On her way back to the car she flips open the mailbox; it’s empty. A moment of disappointment connects her with her younger self, as though the place isn’t dead to her yet. How she had loved to find things there, seed catalogues, Aaron’s paper. She remembers the penciled note from Elena that had brought comfort to Ta
mura.
“I need to go back into Angelina. One more thing to do.”
“Sure, we should find a place to stay for the night anyway. It’s getting late.”
She looks at the white orb of the sun low in the sky, a rising slice of moon already visible. She remembers how the sun takes its time here, dunking its way down into the woods before dropping out of sight. They have twenty minutes at least before dark, she guesses.
“I doubt anyone would give me a room in Angelina, Doctor.”
“Then we’ll drive to somewhere that has a better class of people.” He is angry on her behalf.
At the side door of the post office, Mr. Stedall, with his dog at his feet, is oiling the chain on his bike. It’s the same old bike, with its straight handlebars, the big bell that looks like a shiny hamburger. In his post office uniform Mr. Stedall looks the same too, a handsome man, she notices now, if you like thin. He smiles at her, anxious, bracing himself against life.

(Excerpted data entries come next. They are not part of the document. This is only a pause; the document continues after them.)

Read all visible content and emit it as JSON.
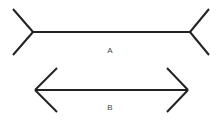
{
  "canvas": {
    "width": 219,
    "height": 127,
    "background_color": "#ffffff",
    "line_color": "#222222",
    "line_width": 2,
    "label_color": "#4a4a4a",
    "label_font_size": 8
  },
  "illusion": {
    "name": "Muller-Lyer illusion",
    "figure_count": 2
  },
  "figures": [
    {
      "id": "figure-a",
      "label": "A",
      "fin_direction": "outward",
      "fin_type": "arrowtail",
      "shaft": {
        "x1": 33,
        "y1": 32,
        "x2": 190,
        "y2": 32
      },
      "shaft_length": 157,
      "fins": [
        {
          "name": "top-left-fin",
          "x1": 33,
          "y1": 32,
          "x2": 13,
          "y2": 9
        },
        {
          "name": "bottom-left-fin",
          "x1": 33,
          "y1": 32,
          "x2": 13,
          "y2": 55
        },
        {
          "name": "top-right-fin",
          "x1": 190,
          "y1": 32,
          "x2": 209,
          "y2": 9
        },
        {
          "name": "bottom-right-fin",
          "x1": 190,
          "y1": 32,
          "x2": 209,
          "y2": 55
        }
      ],
      "label_position": {
        "x": 110,
        "y": 51
      }
    },
    {
      "id": "figure-b",
      "label": "B",
      "fin_direction": "inward",
      "fin_type": "arrowhead",
      "shaft": {
        "x1": 35,
        "y1": 90,
        "x2": 188,
        "y2": 90
      },
      "shaft_length": 153,
      "fins": [
        {
          "name": "top-left-fin",
          "x1": 35,
          "y1": 90,
          "x2": 57,
          "y2": 68
        },
        {
          "name": "bottom-left-fin",
          "x1": 35,
          "y1": 90,
          "x2": 57,
          "y2": 112
        },
        {
          "name": "top-right-fin",
          "x1": 188,
          "y1": 90,
          "x2": 167,
          "y2": 68
        },
        {
          "name": "bottom-right-fin",
          "x1": 188,
          "y1": 90,
          "x2": 167,
          "y2": 112
        }
      ],
      "label_position": {
        "x": 110,
        "y": 108
      }
    }
  ]
}
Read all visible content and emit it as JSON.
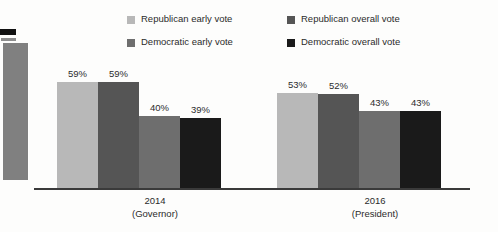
{
  "chart_data": {
    "type": "bar",
    "title": "",
    "xlabel": "",
    "ylabel": "",
    "grid": false,
    "legend_position": "top",
    "ylim": [
      0,
      70
    ],
    "categories": [
      "2014\n(Governor)",
      "2016\n(President)"
    ],
    "category_lines": [
      {
        "year": "2014",
        "office": "(Governor)"
      },
      {
        "year": "2016",
        "office": "(President)"
      }
    ],
    "series": [
      {
        "name": "Republican early vote",
        "color": "#b8b8b8",
        "values": [
          59,
          53
        ],
        "labels": [
          "59%",
          "53%"
        ]
      },
      {
        "name": "Republican overall vote",
        "color": "#555555",
        "values": [
          59,
          52
        ],
        "labels": [
          "59%",
          "52%"
        ]
      },
      {
        "name": "Democratic early vote",
        "color": "#6e6e6e",
        "values": [
          40,
          43
        ],
        "labels": [
          "40%",
          "43%"
        ]
      },
      {
        "name": "Democratic overall vote",
        "color": "#1a1a1a",
        "values": [
          39,
          43
        ],
        "labels": [
          "39%",
          "43%"
        ]
      }
    ]
  },
  "legend": {
    "items": [
      {
        "label": "Republican early vote",
        "color": "#b8b8b8",
        "icon": "legend-swatch-icon"
      },
      {
        "label": "Republican overall vote",
        "color": "#555555",
        "icon": "legend-swatch-icon"
      },
      {
        "label": "Democratic early vote",
        "color": "#6e6e6e",
        "icon": "legend-swatch-icon"
      },
      {
        "label": "Democratic overall vote",
        "color": "#1a1a1a",
        "icon": "legend-swatch-icon"
      }
    ]
  },
  "axis": {
    "baseline_color": "#3a3a3a"
  },
  "page_artifacts": {
    "left_partial_bar_color": "#808080",
    "left_black_mark_color": "#111111",
    "background_color": "#fdfdfc"
  }
}
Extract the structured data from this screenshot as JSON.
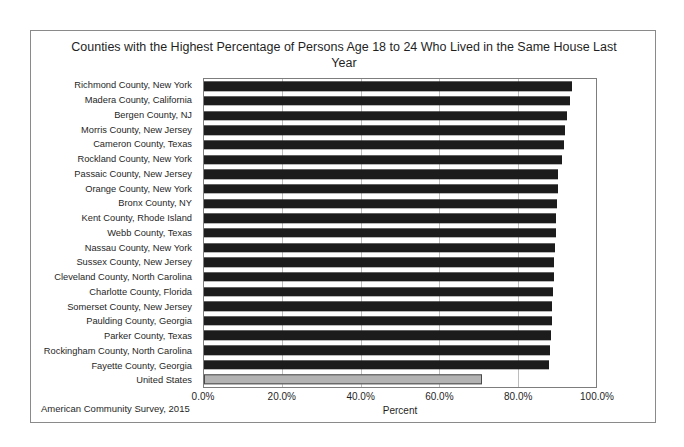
{
  "chart_data": {
    "type": "bar",
    "orientation": "horizontal",
    "title": "Counties with the Highest Percentage of Persons Age 18 to 24 Who Lived in the Same House Last Year",
    "xlabel": "Percent",
    "ylabel": "",
    "source_note": "American Community Survey, 2015",
    "xlim": [
      0,
      100
    ],
    "xticks": [
      "0.0%",
      "20.0%",
      "40.0%",
      "60.0%",
      "80.0%",
      "100.0%"
    ],
    "xtick_values": [
      0,
      20,
      40,
      60,
      80,
      100
    ],
    "grid": "vertical",
    "legend": "none",
    "categories": [
      "Richmond County, New York",
      "Madera County, California",
      "Bergen County, NJ",
      "Morris County, New Jersey",
      "Cameron County, Texas",
      "Rockland County, New York",
      "Passaic County, New Jersey",
      "Orange County, New York",
      "Bronx County, NY",
      "Kent County, Rhode Island",
      "Webb County, Texas",
      "Nassau County, New York",
      "Sussex County, New Jersey",
      "Cleveland County, North Carolina",
      "Charlotte County, Florida",
      "Somerset County, New Jersey",
      "Paulding County, Georgia",
      "Parker County, Texas",
      "Rockingham County, North Carolina",
      "Fayette County, Georgia",
      "United States"
    ],
    "values": [
      93.9,
      93.4,
      92.6,
      92.0,
      91.8,
      91.3,
      90.4,
      90.2,
      90.0,
      89.8,
      89.7,
      89.6,
      89.4,
      89.2,
      89.1,
      88.9,
      88.7,
      88.5,
      88.3,
      88.0,
      70.8
    ],
    "bar_colors": [
      "#1c1c1c",
      "#1c1c1c",
      "#1c1c1c",
      "#1c1c1c",
      "#1c1c1c",
      "#1c1c1c",
      "#1c1c1c",
      "#1c1c1c",
      "#1c1c1c",
      "#1c1c1c",
      "#1c1c1c",
      "#1c1c1c",
      "#1c1c1c",
      "#1c1c1c",
      "#1c1c1c",
      "#1c1c1c",
      "#1c1c1c",
      "#1c1c1c",
      "#1c1c1c",
      "#1c1c1c",
      "#b3b3b3"
    ],
    "highlight_category": "United States"
  }
}
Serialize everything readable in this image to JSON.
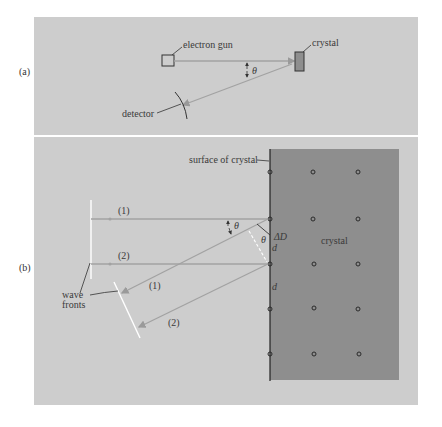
{
  "panel_a": {
    "part_label": "(a)",
    "labels": {
      "electron_gun": "electron gun",
      "crystal": "crystal",
      "detector": "detector",
      "angle": "θ"
    }
  },
  "panel_b": {
    "part_label": "(b)",
    "labels": {
      "surface": "surface of crystal",
      "crystal": "crystal",
      "ray1_in": "(1)",
      "ray2_in": "(2)",
      "ray1_out": "(1)",
      "ray2_out": "(2)",
      "angle1": "θ",
      "angle2": "θ",
      "delta_d": "ΔD",
      "d1": "d",
      "d2": "d",
      "wave_fronts_line1": "wave",
      "wave_fronts_line2": "fronts"
    },
    "lattice": {
      "columns_x": [
        270,
        313,
        358
      ],
      "rows_y": [
        172,
        219,
        264,
        309,
        354
      ]
    }
  },
  "colors": {
    "panel_bg": "#cdcdcd",
    "crystal_fill": "#8e8e8e",
    "ray": "#a2a2a2",
    "wavefront": "#ffffff",
    "ink": "#333333"
  }
}
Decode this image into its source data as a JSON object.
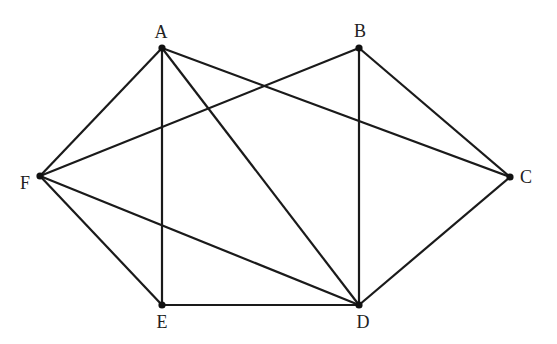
{
  "diagram": {
    "type": "graph",
    "nodes": [
      {
        "id": "A",
        "label": "A",
        "x": 162,
        "y": 48,
        "lx": 161,
        "ly": 38,
        "anchor": "middle"
      },
      {
        "id": "B",
        "label": "B",
        "x": 359,
        "y": 48,
        "lx": 360,
        "ly": 37,
        "anchor": "middle"
      },
      {
        "id": "C",
        "label": "C",
        "x": 510,
        "y": 177,
        "lx": 520,
        "ly": 183,
        "anchor": "start"
      },
      {
        "id": "D",
        "label": "D",
        "x": 359,
        "y": 305,
        "lx": 363,
        "ly": 328,
        "anchor": "middle"
      },
      {
        "id": "E",
        "label": "E",
        "x": 162,
        "y": 305,
        "lx": 162,
        "ly": 328,
        "anchor": "middle"
      },
      {
        "id": "F",
        "label": "F",
        "x": 40,
        "y": 176,
        "lx": 30,
        "ly": 189,
        "anchor": "end"
      }
    ],
    "edges": [
      [
        "A",
        "F"
      ],
      [
        "A",
        "E"
      ],
      [
        "A",
        "D"
      ],
      [
        "A",
        "C"
      ],
      [
        "B",
        "F"
      ],
      [
        "B",
        "D"
      ],
      [
        "B",
        "C"
      ],
      [
        "C",
        "D"
      ],
      [
        "F",
        "D"
      ],
      [
        "F",
        "E"
      ],
      [
        "E",
        "D"
      ]
    ],
    "colors": {
      "edge": "#1a1a1a",
      "node": "#111111",
      "label": "#222222"
    }
  }
}
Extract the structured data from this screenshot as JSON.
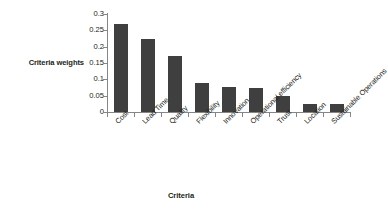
{
  "chart_data": {
    "type": "bar",
    "title": "",
    "xlabel": "Criteria",
    "ylabel": "Criteria weights",
    "categories": [
      "Cost",
      "Lead Time",
      "Quality",
      "Flexibility",
      "Innovation",
      "Operational efficiency",
      "Trust",
      "Location",
      "Sustainable Operations"
    ],
    "values": [
      0.27,
      0.225,
      0.17,
      0.089,
      0.076,
      0.072,
      0.05,
      0.026,
      0.024
    ],
    "ylim": [
      0,
      0.3
    ],
    "ytick_labels": [
      "0",
      "0.05",
      "0.1",
      "0.15",
      "0.2",
      "0.25",
      "0.3"
    ],
    "ytick_values": [
      0,
      0.05,
      0.1,
      0.15,
      0.2,
      0.25,
      0.3
    ],
    "grid": false,
    "legend": false,
    "legend_position": "none",
    "bar_color": "#3f3f3f",
    "axis_color": "#868686",
    "background_color": "#ffffff",
    "xtick_label_rotation": -45
  }
}
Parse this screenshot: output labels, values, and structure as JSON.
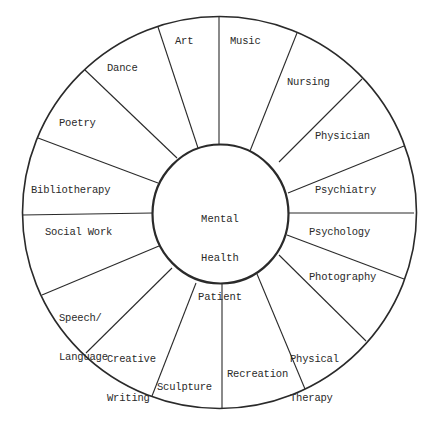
{
  "diagram": {
    "type": "wheel",
    "center": {
      "label_lines": [
        "Mental",
        "Health",
        "Patient"
      ]
    },
    "segments": [
      {
        "id": "art",
        "label": "Art"
      },
      {
        "id": "music",
        "label": "Music"
      },
      {
        "id": "nursing",
        "label": "Nursing"
      },
      {
        "id": "physician",
        "label": "Physician"
      },
      {
        "id": "psychiatry",
        "label": "Psychiatry"
      },
      {
        "id": "psychology",
        "label": "Psychology"
      },
      {
        "id": "photography",
        "label": "Photography"
      },
      {
        "id": "physical-therapy",
        "label_lines": [
          "Physical",
          "Therapy"
        ]
      },
      {
        "id": "recreation",
        "label": "Recreation"
      },
      {
        "id": "sculpture",
        "label": "Sculpture"
      },
      {
        "id": "creative-writing",
        "label_lines": [
          "Creative",
          "Writing"
        ]
      },
      {
        "id": "speech-language",
        "label_lines": [
          "Speech/",
          "Language"
        ]
      },
      {
        "id": "social-work",
        "label": "Social Work"
      },
      {
        "id": "bibliotherapy",
        "label": "Bibliotherapy"
      },
      {
        "id": "poetry",
        "label": "Poetry"
      },
      {
        "id": "dance",
        "label": "Dance"
      }
    ],
    "colors": {
      "line": "#2a2a2a",
      "background": "#ffffff"
    }
  }
}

“Hello, Mr. Stedall. Remember me?”
“Satomi, isn’t it? How’s your mother?”
“She’s dead, Mr. Stedall. She died in Manzanar.”
“That’s too bad.” He looks crestfallen. “Nice woman, your mother.”
“Are the Kaplans still at their place? I’d like to send Elena a note.”
“He is. She died around the time you left.”
“Elena died?”
“Yep, one of those freak-type accidents. She fell and hit her head against their tractor. Never woke up.”
“I can’t believe it, Elena dead.”
“News to you, maybe; it’s an old sore to Hal, though. He grieved something terrible. I reckon he’ll never get over the shock of it.”
“Do you know, Mr. Stedall, I can’t help wondering sometimes if the devil lives in Angelina.”
“Can’t blame you for thinking it, Satomi.”
The Great Port
Southport Street
New York
Dearest Eriko,
Dr. Harper forwarded your letter and it has found me at last. He’s been such a good friend to me in so many ways that I wonder now why I was so hard on him in the camp. His letters come to me as if from home, just as yours did. I guess for me now home is not so much a place as the people I love.